1 John (and Martin Luther) remind us that we often give a lot more energy to fear than to love. The power of fear drives our economy — everything from deodorant sales to car sales to the military industrial complex is based in fear. Our political system has become so bogged down by fear that it barely functions anymore. Fear of neighbor, fear of embarrassment, fear of poverty, fear of death, fear of immigrants, fear of “those people.” We give our attention, our time, our money to fear.
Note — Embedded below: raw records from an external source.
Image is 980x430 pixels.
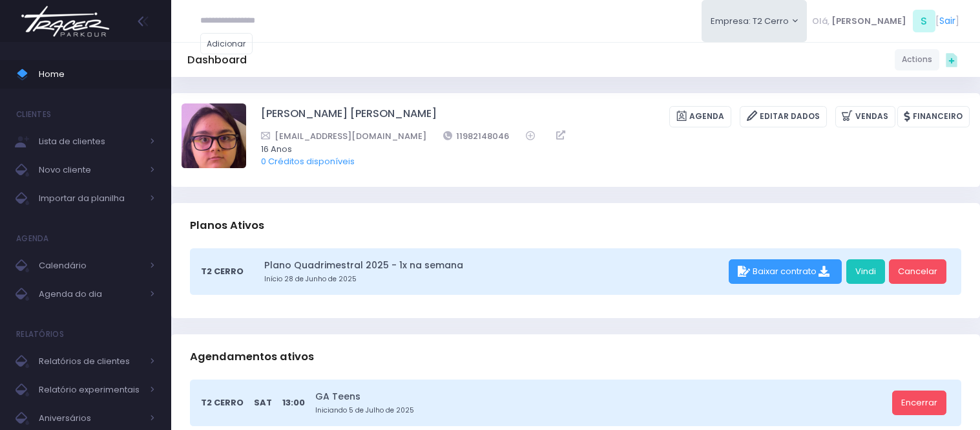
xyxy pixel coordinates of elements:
span: T2 Cerro [201,265,243,278]
span: Lista de clientes [39,133,142,150]
a: Editar Dados [739,106,827,127]
label: Alterar foto de perfil [181,103,246,172]
a: [EMAIL_ADDRESS][DOMAIN_NAME] [261,129,426,142]
a: Vindi [846,260,885,283]
h4: Relatórios [16,321,64,347]
a: Plano Quadrimestral 2025 - 1x na semana [264,259,724,272]
h4: Agenda [16,226,49,251]
span: [PERSON_NAME] [832,15,906,28]
div: [ ] [807,7,964,36]
a: Cancelar [888,260,946,283]
a: Vendas [835,106,895,127]
a: Agenda [669,106,732,127]
span: Agenda do dia [39,286,142,303]
a: Encerrar [892,390,946,415]
span: Home [39,66,155,83]
a: [PERSON_NAME] [PERSON_NAME] [261,106,437,127]
span: T2 Cerro [201,396,243,409]
span: Aniversários [39,410,142,427]
a: Sair [939,14,955,28]
span: 13:00 [282,396,305,409]
h3: Planos Ativos [190,207,264,243]
img: Isabella Baier Nozaki [181,103,246,168]
div: Quick actions [939,47,964,72]
a: 11982148046 [443,129,509,142]
span: S [913,9,935,32]
small: Início 28 de Junho de 2025 [264,274,724,284]
span: Relatórios de clientes [39,353,142,370]
h5: Dashboard [187,53,247,66]
h3: Agendamentos ativos [190,338,314,375]
a: GA Teens [315,389,888,403]
span: Importar da planilha [39,190,142,207]
span: Relatório experimentais [39,382,142,398]
a: Financeiro [897,106,970,127]
span: 16 Anos [261,142,953,156]
span: Calendário [39,257,142,274]
a: Actions [894,49,939,70]
span: Olá, [812,15,829,28]
a: Adicionar [200,33,253,54]
a: 0 Créditos disponíveis [261,155,354,167]
span: Novo cliente [39,161,142,178]
div: Baixar contrato [728,260,842,283]
span: Sat [253,396,272,409]
h4: Clientes [16,102,51,127]
small: Iniciando 5 de Julho de 2025 [315,405,888,416]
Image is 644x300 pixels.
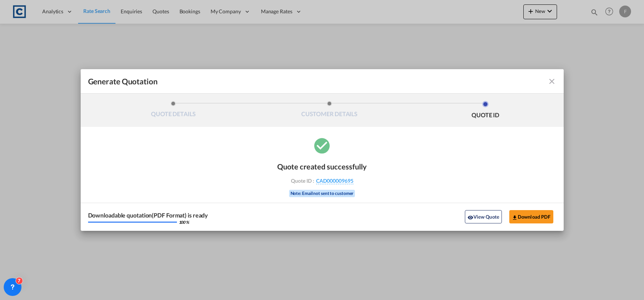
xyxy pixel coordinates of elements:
md-icon: icon-eye [467,215,473,220]
li: CUSTOMER DETAILS [251,101,407,121]
div: Note: Email not sent to customer [289,190,355,197]
span: CAD000009695 [316,178,354,184]
md-icon: icon-close fg-AAA8AD cursor m-0 [547,77,556,86]
button: icon-eyeView Quote [465,210,502,224]
div: 100 % [179,220,189,224]
div: Quote ID : [279,178,365,184]
button: Download PDF [509,210,553,224]
md-dialog: Generate QuotationQUOTE ... [80,69,564,231]
span: Generate Quotation [88,77,158,86]
div: Quote created successfully [277,162,367,171]
md-icon: icon-download [512,215,518,220]
li: QUOTE DETAILS [96,101,251,121]
md-icon: icon-checkbox-marked-circle [313,136,331,155]
div: Downloadable quotation(PDF Format) is ready [88,212,209,219]
li: QUOTE ID [407,101,564,121]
This is why we are to fear and love God above all else. If we fear God above death, poverty, embarrassment or (most especially) other people, our neighbors, then we will give our attention, time, money, even our whole selves, to God, who is Love — Love as Action. God is love so deep, so radical, so active, that God could not sit still waiting for us to come to God. God’s active love came to us and showed us just how powerful Love as Action can be. Powerful enough to overcome death and to cast out fear, giving us the strength, courage and love to stand in solidarity with marginalized people throughout our community, and throughout the world.

 

Rev. Aimée Frye Appell holds an M.Div. degree from Luther Seminary in St. Paul, Minn, and her Doctor of Ministry from Columbia Theological Seminary in Decatur, Ga. She has served as solo pastor at Peace Lutheran Church in Washington, Mo., since 2010. Since January 2021 she has served half-time at Peace and half-time as director for evangelical mission in the Central States Synod of the ELCA. She has also lived and worked in Washington, D.C.; Seattle, Wash.; Anchorage, Alaska; St. Paul, Minn.; and Provo, Utah.

Pastor Aimée was ordained in 2010. In her time at Peace Lutheran she has helped the congregation grow into community leaders as a congregation “Bound by Christ, to Break Boundaries.” Together they have spearheaded several initiatives to build inclusion and dialogue in their community, including Vacation Culture School, Stories Matter, a local Juneteenth celebration and a series of community book discussions. In 2017 she received the Humanitarian Award from Church Women United of Franklin County Missouri. In 2018 she and her congregation received the Clergy Renewal grant from the Lilly Foundation.

After sabbatical with her family in South Africa and France, Pastor Aimée began working on a Doctor of Ministry degree, focused on anti-racism in the ELCA. In addition she has worked with the City of Washington to develop its Community Relations Committee, with the goal of building and nurturing inclusive community as their regional demographics change. She serves on the Central States Synod’s Racial Justice Team and on the board of the Association of White Lutherans for Racial Justice.

When not focusing on her call, she can be found spending time with family, knitting, crocheting, reading or gardening. She is mother to four wonderful children – Elinor, Holden, Grace and Abby (as well as three dogs, one cat, a snake, a gecko, a bearded dragon, a bullfrog and a pet rat). She and husband Nelson, who is director of the Washington Public Library, have been married since March 2000.